Blue Ocean Strategy Strategic Sequence - EBay
eBay operates in a Blue Ocean today due to their ability to capitalize on their
first mover advantage and immense popularity. The BOS sequencing for eBay is:
- Buyer utility: eBay innovated a convenient way for sellers to list, and buyers to bid on and purchase, items online. The utility is clear for both buyers and sellers: buyers get the chance to purchase items at extremely attractive prices due to the buyer-driven market, and sellers are offered the exposure of a global marketplace in which to sell their items—all done with the excitement of an auction-style sale.
- Pricing: since eBay was only a sales broker of sorts, pricing was free for buyers and only a percentage of total sale price for sellers—and in its most basic format, sellers were only charged if the item sold. The online auction model was untested, and would be fairly easy to imitate by a competitor, so strategic pricing was set very low since volume was the key as they would be dependent upon network externalities to be successful.
- Cost: since all transactions occurred online, and all with third-party goods offered for sale, overhead was low. eBay was able to apply price-minus costing to arrive at a profitable yet hard to match price cost structure.
- Adoption: eBay's clearest adoption hurdle was consumer trust. Today there are numerous tools which were introduced at various points in the history of the business that help create trust in eBay's market, such as detailed seller feedback and dispute resolution processes. However, at the time of company founding, the online auction concept was so new that eBay had to take a leap of faith for the sake of their own market. eBay addresses this on their values page of their website where they state, "Pierre Omidyar founded eBay on a simple idea: people are basically good." eBay started small, and as trust was built quickly gained momentum--aided no doubt by their low pricing structure and overall value innovation.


• _Aim of the exercise_:
Please show every line in the entries below that includes the word "words".

• _Task material_:
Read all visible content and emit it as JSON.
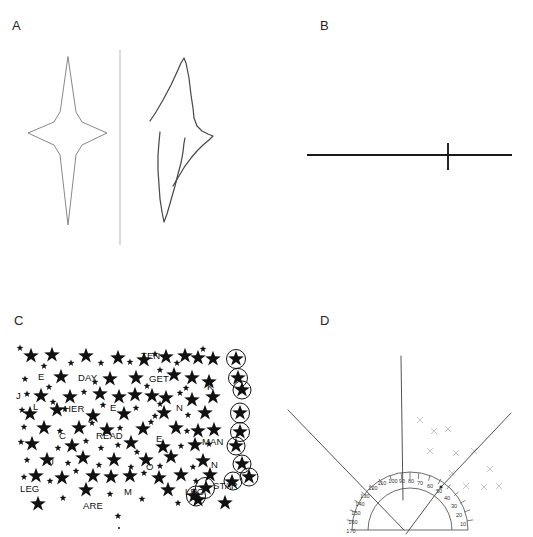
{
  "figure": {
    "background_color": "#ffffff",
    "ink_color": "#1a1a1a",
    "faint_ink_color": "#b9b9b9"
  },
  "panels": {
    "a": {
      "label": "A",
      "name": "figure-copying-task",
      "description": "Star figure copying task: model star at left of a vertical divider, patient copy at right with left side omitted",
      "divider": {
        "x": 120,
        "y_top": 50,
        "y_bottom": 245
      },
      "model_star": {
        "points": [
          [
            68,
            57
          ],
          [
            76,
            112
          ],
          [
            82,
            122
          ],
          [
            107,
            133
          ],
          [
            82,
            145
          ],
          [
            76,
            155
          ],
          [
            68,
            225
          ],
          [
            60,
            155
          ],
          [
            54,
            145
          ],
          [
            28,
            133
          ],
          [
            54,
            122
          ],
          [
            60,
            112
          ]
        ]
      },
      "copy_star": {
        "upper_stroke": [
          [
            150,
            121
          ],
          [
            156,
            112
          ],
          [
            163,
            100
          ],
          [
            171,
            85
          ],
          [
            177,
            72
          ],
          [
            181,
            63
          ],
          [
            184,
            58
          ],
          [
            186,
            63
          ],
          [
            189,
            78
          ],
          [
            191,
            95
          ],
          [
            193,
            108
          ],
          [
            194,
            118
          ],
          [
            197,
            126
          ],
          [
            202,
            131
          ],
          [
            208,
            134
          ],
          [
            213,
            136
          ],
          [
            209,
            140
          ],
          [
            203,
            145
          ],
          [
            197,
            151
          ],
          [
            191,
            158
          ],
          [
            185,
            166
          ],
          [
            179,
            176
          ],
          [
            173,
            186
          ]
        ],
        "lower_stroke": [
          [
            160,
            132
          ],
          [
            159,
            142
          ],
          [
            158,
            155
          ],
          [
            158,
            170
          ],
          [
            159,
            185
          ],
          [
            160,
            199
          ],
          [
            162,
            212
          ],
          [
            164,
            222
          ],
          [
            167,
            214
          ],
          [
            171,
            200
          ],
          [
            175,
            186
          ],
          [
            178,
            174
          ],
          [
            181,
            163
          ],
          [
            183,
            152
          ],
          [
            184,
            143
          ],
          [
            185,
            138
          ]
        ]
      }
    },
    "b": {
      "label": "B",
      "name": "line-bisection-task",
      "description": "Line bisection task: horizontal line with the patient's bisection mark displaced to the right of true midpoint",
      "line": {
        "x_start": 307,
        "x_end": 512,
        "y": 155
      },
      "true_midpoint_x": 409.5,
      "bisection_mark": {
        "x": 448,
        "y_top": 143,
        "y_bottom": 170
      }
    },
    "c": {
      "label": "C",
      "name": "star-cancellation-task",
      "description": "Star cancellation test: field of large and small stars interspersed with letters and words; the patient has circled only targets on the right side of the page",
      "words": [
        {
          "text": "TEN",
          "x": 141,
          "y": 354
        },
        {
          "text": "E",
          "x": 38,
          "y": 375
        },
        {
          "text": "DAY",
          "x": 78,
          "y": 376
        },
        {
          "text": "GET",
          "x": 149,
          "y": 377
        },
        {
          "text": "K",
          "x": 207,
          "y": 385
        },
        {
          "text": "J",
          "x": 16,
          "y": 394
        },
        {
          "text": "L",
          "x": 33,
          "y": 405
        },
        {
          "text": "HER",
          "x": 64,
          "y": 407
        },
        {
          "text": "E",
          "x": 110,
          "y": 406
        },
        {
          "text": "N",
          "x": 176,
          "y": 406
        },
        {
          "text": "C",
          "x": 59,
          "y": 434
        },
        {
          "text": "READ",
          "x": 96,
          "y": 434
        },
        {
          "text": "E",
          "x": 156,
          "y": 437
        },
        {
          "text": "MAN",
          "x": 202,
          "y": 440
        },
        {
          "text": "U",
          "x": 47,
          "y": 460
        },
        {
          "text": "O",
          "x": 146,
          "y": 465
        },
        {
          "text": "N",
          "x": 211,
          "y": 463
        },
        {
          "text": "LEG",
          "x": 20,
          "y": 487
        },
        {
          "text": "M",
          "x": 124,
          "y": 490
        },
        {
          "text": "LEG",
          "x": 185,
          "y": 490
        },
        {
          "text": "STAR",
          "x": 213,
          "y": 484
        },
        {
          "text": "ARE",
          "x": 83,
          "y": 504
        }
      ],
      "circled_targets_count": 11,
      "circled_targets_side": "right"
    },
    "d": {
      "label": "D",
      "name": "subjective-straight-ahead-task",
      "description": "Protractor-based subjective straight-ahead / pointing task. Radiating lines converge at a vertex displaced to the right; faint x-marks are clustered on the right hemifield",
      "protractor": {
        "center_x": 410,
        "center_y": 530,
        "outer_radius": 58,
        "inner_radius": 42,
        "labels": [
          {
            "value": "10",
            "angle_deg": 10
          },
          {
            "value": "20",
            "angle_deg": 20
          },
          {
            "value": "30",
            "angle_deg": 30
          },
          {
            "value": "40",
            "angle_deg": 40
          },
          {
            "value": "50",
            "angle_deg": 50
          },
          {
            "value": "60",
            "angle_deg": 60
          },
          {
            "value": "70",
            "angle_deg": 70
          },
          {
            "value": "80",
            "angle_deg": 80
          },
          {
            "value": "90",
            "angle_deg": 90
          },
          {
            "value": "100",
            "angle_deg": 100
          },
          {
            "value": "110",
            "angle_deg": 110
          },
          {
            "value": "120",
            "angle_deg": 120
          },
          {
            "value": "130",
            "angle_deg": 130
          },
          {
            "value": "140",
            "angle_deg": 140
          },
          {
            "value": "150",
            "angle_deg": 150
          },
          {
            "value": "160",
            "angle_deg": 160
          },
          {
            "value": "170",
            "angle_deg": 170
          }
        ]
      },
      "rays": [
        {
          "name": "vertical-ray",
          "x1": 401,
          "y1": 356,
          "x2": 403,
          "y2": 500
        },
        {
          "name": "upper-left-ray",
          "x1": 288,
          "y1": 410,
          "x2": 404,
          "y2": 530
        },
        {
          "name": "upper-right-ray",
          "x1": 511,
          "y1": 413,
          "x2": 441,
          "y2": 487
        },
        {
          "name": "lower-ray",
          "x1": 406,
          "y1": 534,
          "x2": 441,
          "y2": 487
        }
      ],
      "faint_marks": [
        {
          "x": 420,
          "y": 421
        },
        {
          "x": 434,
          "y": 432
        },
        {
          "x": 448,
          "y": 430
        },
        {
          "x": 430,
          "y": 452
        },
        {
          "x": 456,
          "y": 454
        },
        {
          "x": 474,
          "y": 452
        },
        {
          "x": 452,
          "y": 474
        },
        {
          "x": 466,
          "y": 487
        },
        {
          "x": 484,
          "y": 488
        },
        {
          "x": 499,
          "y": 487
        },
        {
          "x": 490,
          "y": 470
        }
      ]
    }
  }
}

• _Written response_:
      "description": "Star cancellation test: field of large and small stars interspersed with letters and words; the patient has circled only targets on the right side of the page",
      "words": [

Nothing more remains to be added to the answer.